Fascinating, innovative, deranged and unforgettable, Marebito mingles a multitude of legends, occult theories, scientific concepts, fiction and fact into a brilliant piece of bizarreness that Gaiman himself would doubtless be proud of, turning what's real and what's lunatic hallucination inside out and upside down. This movie manages to outweird anything Takashi Miike has made with ease - and not many movies can make that claim! ;-)

Snowblood Apple Rating for this film:

Entertainment Value: 8/10
Chills: 7/10
Violence: 8/10
Madness: wibble/10
Sex: 0/10
Vampire Lady Monsters: wibble/10
Baldy Underworld Spider Creatures: wibble/10
Mountains of Madness: looks a bit like the Lake District Centre Parc
Litres of Tomato Ketchup: several gallon containers of fresh stuff, plus some baby bottles - yum!

Films in a Similar Style: Um, no.

*** Mad, mad, mad, mad, mad - and pretty creepy ***

Marebito Wallpaper
please note: the actual paper does not have the Snowblood Apple logo on it.

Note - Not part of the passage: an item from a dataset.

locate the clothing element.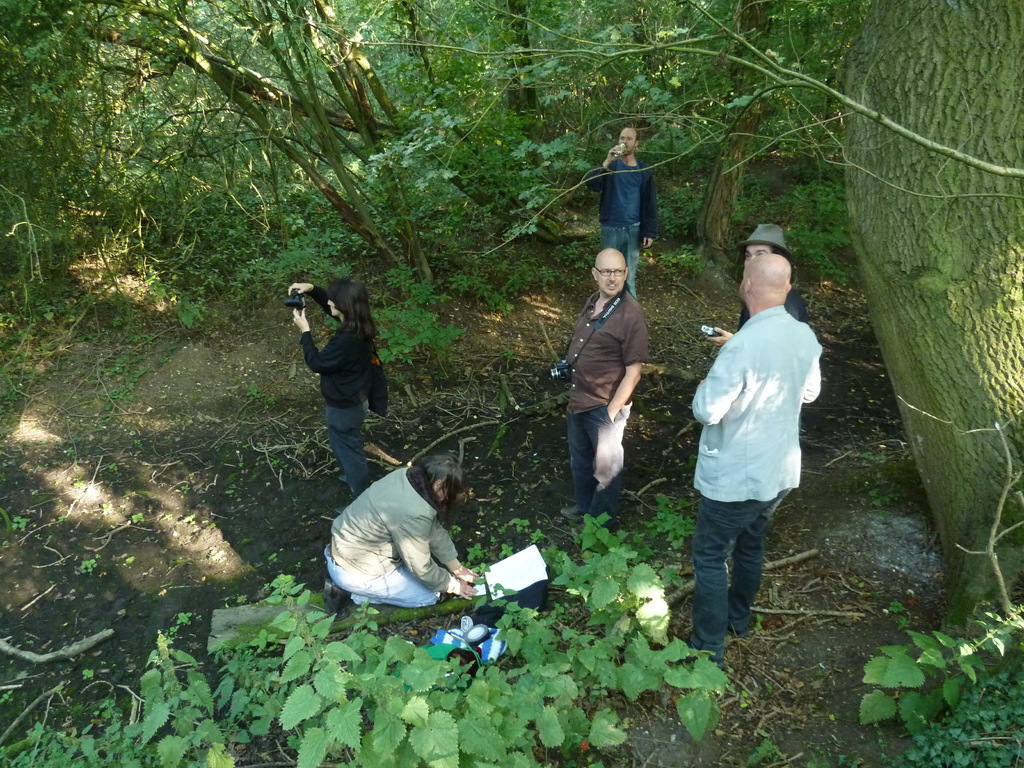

You can download this wallpaper here: [800x600] [1024x768]
Wallpaper credit: Alex Apple, 2005

Snowblood Apple Filmographies

Takashi Shimizu
Shinya Tsukamoto


Links

http://www.marebito-lefilm.com/ - official French site for the movie [French only but easily navigable]
http://www.subwaycinema.com/frames/nyaff05-marebito.htm - great and succinct summary at the New York Asian FIlm Festival 2005 site
http://www.phillyfests.com/pff/templates/film_details.cfm?id=4011 - another spot-on review by Travis Crawford at the Philadelphia Film Festival 2005 site
http://www.cinemaminima.com/correspondents/atherton/index.php?id=P234 - an excellent and indepth article by Mike Atherton at Cinema Minima
http://www.monstersatplay.com/features/phillyfest2005/fest-marebito.php - interesting and thoughtful dissection at Monsters At Play

Links to relevant information about the movie's occult and literary themes

http://en.wikipedia.org/wiki/Richard_Sharpe_Shaver - Wikipedia article about Richard Sharpe Shaver, Deros and The Shaver Mystery
http://en.wikipedia.org/wiki/Hollow_earth - Wikipedia article about Hollow Earth esoteric theory
http://en.wikipedia.org/wiki/Shambhala - Wikipedia article about Shambala, Agartha and Madame Blavatsky
http://en.wikipedia.org/wiki/At_the_Mountains_of_Madness - Wikipedia article about HP Lovecraft and the Mountains of Madness

this review (c) Mandi Apple Collingridge, 2005. All other text and webdesign (c) 2002-2005 mandiapple.com. All characters, situations and images remain the property of their respective owners. The text and webdesign of this site may not be copied, reproduced, mirrored, printed commercially or ripped off in any other way. Do not hotlink directly to images hosted on this site.